Positive social media conversations can keep an organization busy, but they aren’t as urgent as negative exchanges, Oliver says. If there’s a safety issue, if the ice cream machines are broken, if the app isn’t working in a store—McDonald’s wants to find out, connect with the customer, and fix the problem as quickly as possible.
“We have to make sure those conversations that are negative don’t go much further,” Oliver says.
Before organizations do any online monitoring or push out a campaign, it’s important to understand what action they want to take in response to data gleaned from social media, Oliver says.
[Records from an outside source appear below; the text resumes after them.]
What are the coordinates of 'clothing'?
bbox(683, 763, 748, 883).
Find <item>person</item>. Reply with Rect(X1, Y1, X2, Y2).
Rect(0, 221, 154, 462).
Knowing that, they can tweak Crimson Hexagon to look for certain kinds of discussions.
“If I’m looking for conversations around Happy Meals, I can train a tool to look for only conversations around Happy Meal toy characters, Happy Meal hamburgers, Happy Meal cheeseburgers,” Oliver says.
Measuring engagement can unearth useful insights. It matters, for example, if engagement is 20 percent on mentions of Happy Meals, but 70 percent on mentions of Happy Meal toys.
“That to me is a big insight: that happy Meals has a lot of conversation, but it’s really the toys that drive engagement,” Oliver says. “And that’s what I would send to the team.”